RealClimate sorts out those who might be swayed by Michael Crichton’s State of Fear into disregarding climate change (via McGee’s Musings).

  At the end of the book, Crichton gives us an author’s message. In it, he re-iterates the main points of his thesis, that there are some who go too far to drum up support (and I have some sympathy with this), and that because we don’t know everything, we actually know nothing (here, I beg to differ). He also gives us his estimate, ~0.8 C for the global warming that will occur over the next century and claims that, since models differ by 400% in their estimates, his guess is as good as theirs. This is not true. The current batch of models have a mean climate sensitivity of about 3 C to doubled CO2 (and range between 2.5 and 4.0 degrees) (Paris meeting of IPCC, July 2004) , i.e an uncertainty of about 30%. As discussed above, the biggest uncertainties about the future are the economics, technology and rate of development going forward. The main cause of the spread in the widely quoted 1.5 to 5.8 C range of temperature projections for 2100 in IPCC is actually the different scenarios used. For lack of better information, if we (incorrectly) assume all the scenarios are equally probable, the error around the mean of 3.6 degrees is about 60%, not 400%. Crichton also suggests that most of his 0.8 C warming will be due to land use changes. That is actually extremely unlikely since land use change globally is a cooling effect (as discussed above). Physically-based simulations are actually better than just guessing.
  Finally, in an appendix, Crichton uses a rather curious train of logic to compare global warming to the 19th Century eugenics movement. He argues, that since eugenics was studied in prestigious universities and supported by charitable foundations, and now, so is global warming, they must somehow be related. Presumably, the author doesn’t actually believe that foundation-supported academic research ipso facto is evil and mis-guided, but that is an impression that is left.
  In summary, I am a little disappointed, not least because while researching this book, Crichton actually visited our lab and discussed some of these issues with me and a few of my colleagues. I guess we didn’t do a very good job. Judging from his reading list, the rather dry prose of the IPCC reports did not match up to the some of the racier contrarian texts. Had RealClimate been up and running a few years back, maybe it would’ve all worked out differently…

The Guardian, astonishingly to me, gave most of its page 3 on Saturday to Crichton’s fictional account. In it, Crichton calls the scientific consensus on climate change “creepy”. “Science has nothing to do with consensus. Politics is about consensus.” No, scientific consensus comes about because of the overwhelming weight of data, experiment and analysis.
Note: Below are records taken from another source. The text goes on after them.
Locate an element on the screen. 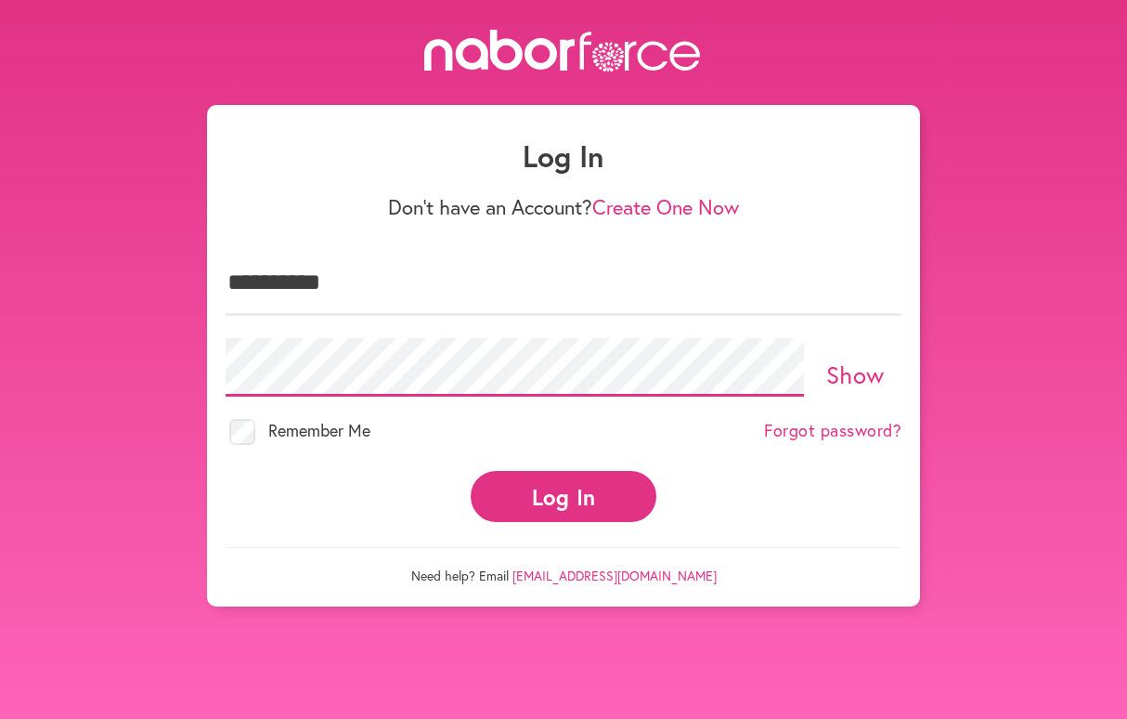 Image resolution: width=1127 pixels, height=719 pixels. a: Create One Now is located at coordinates (666, 206).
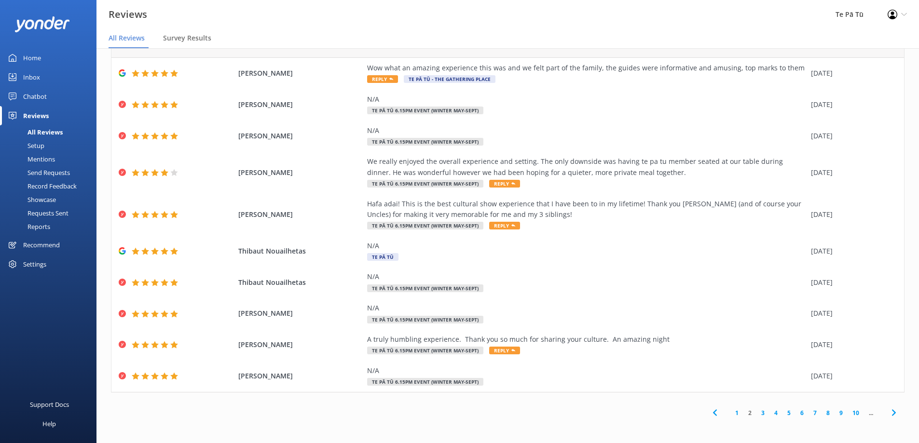  Describe the element at coordinates (750, 413) in the screenshot. I see `a: 2` at that location.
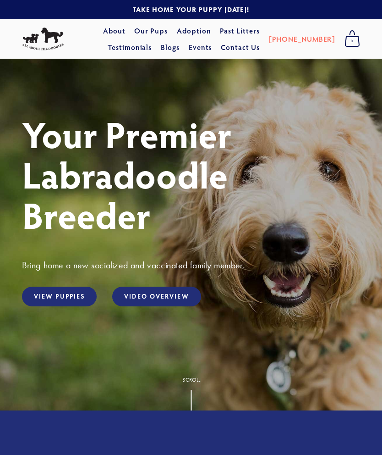 The height and width of the screenshot is (455, 382). What do you see at coordinates (156, 296) in the screenshot?
I see `a: Video Overview` at bounding box center [156, 296].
If credible scientists can support an alternative hypothesis, then consensus can shift. That’s hardly creepy.

Calculate this 

Brad DeLong rightly skewers Donald McNeil of The New York Times, who reckoned there was no point in learning any mathematics:

  An accountant who relies on a tax-shelter spreadsheet that he or she doesn’t understand is a lousy accountant who will someday go catastrophically wrong. An architect who doesn’t understand the strength of materials and the speed of the wind is a lousy architect who will someday design something that simply doesn’t work. A New York TImes reporter who finds that the toughest math he tackles is tip-calculating is almost surely doing a very lousy job at his own retirement planning and general financial management. After all, the most important of math skills is knowing when the machine is giving you the wrong answer, and McNeil can’t know that.
  I think that we as a country do a lousy job at teaching people math–and that is one reason why a large component of America’s upper and upper-middle classes in the next couple of generations will be composed of the “thousands of math whizzes” whom we “successfully import… each year” because “jobs await them,” rather than of the children of New York Times writers.

Another failed state?  

There’s been plenty of evidence in recent years on the problems of failed states. Think Afghanistan, Congo, Sudan. Failed states breed violence and tragedy, which sometimes spills into neighbouring states and — when the failed state is a harbour for terrorists — the rest of the world.

So is Papua New Guinea a new failed state? That seems to be the message of a new report from an Australian think tank. The Australian Strategic Policy Institute reckons the chronically weak government in PNG has allowed a raft of criminal gangs to relocate from southeast Asia. Here’s the BBC summary:

  The report, by a think tank funded by the Australian government, warned that if PNG’s weaknesses were allowed to continue, the country could fall “off a cliff into full-scale state failure” within the next 15 years.
  The central government’s authority could collapse and criminals would dominate the economy, it said, resulting in “half a dozen lawless and unviable mini states”.

As usually seems to be the case with proto-failed states, hardly anyone talks about or knows about PNG. That’s not the case in Australia, where geography has meant that awareness of a near northern neighbour is important. Problems in PNG will certainly be Australia’s problems, but the ripples from failed states can reach much further than that.